Soon, over 100 singers at Dartmouth College will perform an ambitious work that Wolfgang Mozart never finished.
But of course the concert will not come to a skidding halt, because a Harvard pianist and composer named Robert Levin completed the soaring C Minor Mass.
The Handel Society of Dartmouth has been preparing it with gusto.
Each rehearsal starts with about a hundred singers — mostly amateur — warming up as their voice coach plays the piano. Erma Mellinger occasionally lifts one hand off the keyboard, as if to sculpt the rounded shape of the sound she wants the chorus to make. For her, the Mass in C Minor is a shimmering showcase for not just one composer, but two — Amadeus Mozart and Robert Levin.
“It is seamless, and I think all of Mozart’s colors and facets and hues are represented and I don’t personally know. I don’t think of it in terms of, is this Levin or is this Mozart, I think of it more in terms of how do we get through this vocal line in a beautiful manner, and serve the music?” Mellinger said.
But for at least one singer — Dan Meerson of Thetford, there are some perceptible differences between the 18th center composer and the 20th century reconstructor.
“The parts that he put together sometimes are clearly not Mozartian. That is to say, I’ve spent enough time on Mozart — I play the piano, I sing, I do other things, I kind of know what Mozart usually sounds like although he’s not predictable,” Meerson said.
Mozart was also a musical multi-tasker, but in this case, the task outlived him. In completing the Mass, Robert Levin faced daunting challenges. Some parts were written, but not scored for particular instruments or voices. One part, the Credo, is incomplete. The original scores of the Sanctus-Hosanna and the Benedictus are lost, and the Agnus Dei was never composed. So Levin had to fill in the missing pieces — it’s hard to say exactly how many — by consulting sketches Mozart left for this and other compositions.
“My efforts have been channeled towards making the break between the authentic parts of it and the speculative parts of it as narrow as possible so that a person who had never heard the piece before would be unlikely to guess that there was an issue of dual authorship at all,” Levin said.
But that dual authorship is exactly what makes this work so fascinating for Robert Duff, who will conduct a large orchestra, two choruses, and four soloists.
Duff thinks Levin’s completion is more graceful than attempts by earlier finishers. He says you can hear Mozart’s homage to Bach, an earlier master.
“And so we end up having a real intense Mozart that’s grappling with Baroque counterpoint, which is very uncharacteristic of Mozart at the time,” Duff said.
And then he started leading the chorus in a rousing rendition of the Gloria.
“We call them the fiendish fugues,” alto Kathy Christie said during a break.
She actually loves those multi-layered fugues, with so many voices entering and exiting, because they put the middle voices — altos and tenors — on equal footing with the sopranos and basses.
“Sometimes Mozart gets to be a one-note guy — or the alto is filling in the chord, the G and the F, G, and F — when in doubt select one of those notes and you are probably right. But this isn’t that way at all,” Christie said.
No, it isn’t. It’s a rich tonal tapestry woven by two composers, spanning two centuries.
The Handel Society of Dartmouth College will perform Mozart’s Mass in C Minor on Saturday May 17 and Sunday May 18 in Spaulding Auditorium.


[WHAT YOU ARE ASKED TO DO] In your copy, include no images and return each entry exactly as written.
++++ DATA PROVIDED ++++
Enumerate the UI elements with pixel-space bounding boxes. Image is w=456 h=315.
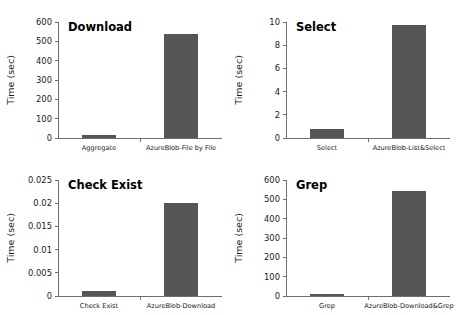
y-tick-label-download-3: 300	[36, 75, 52, 85]
bar-download-1	[164, 34, 198, 138]
bar-select-0	[310, 129, 344, 138]
chart-title-grep: Grep	[296, 178, 327, 192]
chart-title-select: Select	[296, 20, 337, 34]
chart-panel-select: Time (sec)0246810SelectAzureBlob-List&Se…	[228, 0, 456, 157]
y-tick-label-download-1: 100	[36, 114, 52, 124]
y-tick-label-download-0: 0	[47, 133, 52, 143]
chart-panel-download: Time (sec)0100200300400500600AggregateAz…	[0, 0, 228, 157]
chart-svg-select: Time (sec)0246810SelectAzureBlob-List&Se…	[228, 0, 456, 157]
y-tick-label-grep-1: 100	[264, 272, 280, 282]
y-axis-label-download: Time (sec)	[5, 55, 16, 106]
y-tick-label-select-4: 8	[275, 40, 280, 50]
bar-check-exist-0	[82, 291, 116, 296]
y-tick-label-grep-3: 300	[264, 233, 280, 243]
x-tick-label-select-1: AzureBlob-List&Select	[373, 144, 446, 152]
y-tick-label-select-1: 2	[275, 110, 280, 120]
y-tick-label-download-5: 500	[36, 36, 52, 46]
chart-title-download: Download	[68, 20, 132, 34]
y-tick-label-grep-6: 600	[264, 175, 280, 185]
bar-download-0	[82, 135, 116, 138]
x-tick-label-download-0: Aggregate	[82, 144, 116, 152]
x-tick-label-select-0: Select	[317, 144, 338, 152]
y-tick-label-download-2: 200	[36, 94, 52, 104]
y-tick-label-check-exist-4: 0.02	[33, 198, 52, 208]
x-tick-label-check-exist-1: AzureBlob-Download	[147, 302, 216, 310]
y-tick-label-check-exist-2: 0.01	[33, 245, 52, 255]
y-tick-label-select-0: 0	[275, 133, 280, 143]
y-tick-label-check-exist-1: 0.005	[28, 268, 52, 278]
x-tick-label-check-exist-0: Check Exist	[80, 302, 119, 310]
y-tick-label-download-4: 400	[36, 56, 52, 66]
chart-panel-grep: Time (sec)0100200300400500600GrepAzureBl…	[228, 158, 456, 315]
x-tick-label-grep-0: Grep	[319, 302, 335, 310]
y-tick-label-check-exist-3: 0.015	[28, 221, 52, 231]
y-tick-label-download-6: 600	[36, 17, 52, 27]
chart-svg-check-exist: Time (sec)00.0050.010.0150.020.025Check …	[0, 158, 228, 315]
y-axis-label-grep: Time (sec)	[233, 213, 244, 264]
y-tick-label-select-2: 4	[275, 87, 280, 97]
bar-select-1	[392, 25, 426, 138]
bar-check-exist-1	[164, 203, 198, 296]
chart-panel-check-exist: Time (sec)00.0050.010.0150.020.025Check …	[0, 158, 228, 315]
chart-svg-download: Time (sec)0100200300400500600AggregateAz…	[0, 0, 228, 157]
chart-svg-grep: Time (sec)0100200300400500600GrepAzureBl…	[228, 158, 456, 315]
y-tick-label-select-5: 10	[269, 17, 280, 27]
y-tick-label-grep-0: 0	[275, 291, 280, 301]
y-axis-label-select: Time (sec)	[233, 55, 244, 106]
x-tick-label-grep-1: AzureBlob-Download&Grep	[364, 302, 454, 310]
chart-title-check-exist: Check Exist	[68, 178, 143, 192]
y-tick-label-grep-5: 500	[264, 194, 280, 204]
y-axis-label-check-exist: Time (sec)	[5, 213, 16, 264]
figure-canvas: Time (sec)0100200300400500600AggregateAz…	[0, 0, 456, 315]
y-tick-label-grep-4: 400	[264, 214, 280, 224]
y-tick-label-grep-2: 200	[264, 252, 280, 262]
y-tick-label-check-exist-5: 0.025	[28, 175, 52, 185]
y-tick-label-check-exist-0: 0	[47, 291, 52, 301]
bar-grep-1	[392, 191, 426, 296]
x-tick-label-download-1: AzureBlob-File by File	[146, 144, 216, 152]
y-tick-label-select-3: 6	[275, 63, 280, 73]
bar-grep-0	[310, 294, 344, 296]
++++
[ANSWER BOX]
Enumerate the UI elements with pixel-space bounding boxes. Image is w=456 h=315.
y-tick-label-download-3: 300	[36, 75, 52, 85]
bar-download-1	[164, 34, 198, 138]
bar-select-0	[310, 129, 344, 138]
chart-title-grep: Grep	[296, 178, 327, 192]
chart-title-select: Select	[296, 20, 337, 34]
chart-panel-select: Time (sec)0246810SelectAzureBlob-List&Se…	[228, 0, 456, 157]
y-tick-label-download-1: 100	[36, 114, 52, 124]
y-tick-label-download-0: 0	[47, 133, 52, 143]
chart-panel-download: Time (sec)0100200300400500600AggregateAz…	[0, 0, 228, 157]
chart-svg-select: Time (sec)0246810SelectAzureBlob-List&Se…	[228, 0, 456, 157]
y-tick-label-grep-1: 100	[264, 272, 280, 282]
y-axis-label-download: Time (sec)	[5, 55, 16, 106]
y-tick-label-select-4: 8	[275, 40, 280, 50]
bar-check-exist-0	[82, 291, 116, 296]
y-tick-label-grep-3: 300	[264, 233, 280, 243]
x-tick-label-select-1: AzureBlob-List&Select	[373, 144, 446, 152]
y-tick-label-select-1: 2	[275, 110, 280, 120]
y-tick-label-download-5: 500	[36, 36, 52, 46]
chart-title-download: Download	[68, 20, 132, 34]
y-tick-label-grep-6: 600	[264, 175, 280, 185]
bar-download-0	[82, 135, 116, 138]
x-tick-label-download-0: Aggregate	[82, 144, 116, 152]
x-tick-label-select-0: Select	[317, 144, 338, 152]
y-tick-label-download-2: 200	[36, 94, 52, 104]
y-tick-label-check-exist-4: 0.02	[33, 198, 52, 208]
x-tick-label-check-exist-1: AzureBlob-Download	[147, 302, 216, 310]
y-tick-label-check-exist-2: 0.01	[33, 245, 52, 255]
y-tick-label-select-0: 0	[275, 133, 280, 143]
y-tick-label-check-exist-1: 0.005	[28, 268, 52, 278]
x-tick-label-check-exist-0: Check Exist	[80, 302, 119, 310]
y-tick-label-download-4: 400	[36, 56, 52, 66]
chart-panel-grep: Time (sec)0100200300400500600GrepAzureBl…	[228, 158, 456, 315]
x-tick-label-grep-0: Grep	[319, 302, 335, 310]
y-tick-label-check-exist-3: 0.015	[28, 221, 52, 231]
y-tick-label-download-6: 600	[36, 17, 52, 27]
chart-svg-check-exist: Time (sec)00.0050.010.0150.020.025Check …	[0, 158, 228, 315]
y-axis-label-grep: Time (sec)	[233, 213, 244, 264]
y-tick-label-select-2: 4	[275, 87, 280, 97]
bar-select-1	[392, 25, 426, 138]
bar-check-exist-1	[164, 203, 198, 296]
chart-panel-check-exist: Time (sec)00.0050.010.0150.020.025Check …	[0, 158, 228, 315]
chart-svg-download: Time (sec)0100200300400500600AggregateAz…	[0, 0, 228, 157]
chart-svg-grep: Time (sec)0100200300400500600GrepAzureBl…	[228, 158, 456, 315]
y-tick-label-select-5: 10	[269, 17, 280, 27]
y-tick-label-grep-0: 0	[275, 291, 280, 301]
y-axis-label-select: Time (sec)	[233, 55, 244, 106]
x-tick-label-grep-1: AzureBlob-Download&Grep	[364, 302, 454, 310]
chart-title-check-exist: Check Exist	[68, 178, 143, 192]
y-tick-label-grep-5: 500	[264, 194, 280, 204]
y-axis-label-check-exist: Time (sec)	[5, 213, 16, 264]
figure-canvas: Time (sec)0100200300400500600AggregateAz…	[0, 0, 456, 315]
y-tick-label-grep-4: 400	[264, 214, 280, 224]
y-tick-label-grep-2: 200	[264, 252, 280, 262]
y-tick-label-check-exist-5: 0.025	[28, 175, 52, 185]
y-tick-label-check-exist-0: 0	[47, 291, 52, 301]
bar-grep-1	[392, 191, 426, 296]
x-tick-label-download-1: AzureBlob-File by File	[146, 144, 216, 152]
y-tick-label-select-3: 6	[275, 63, 280, 73]
bar-grep-0	[310, 294, 344, 296]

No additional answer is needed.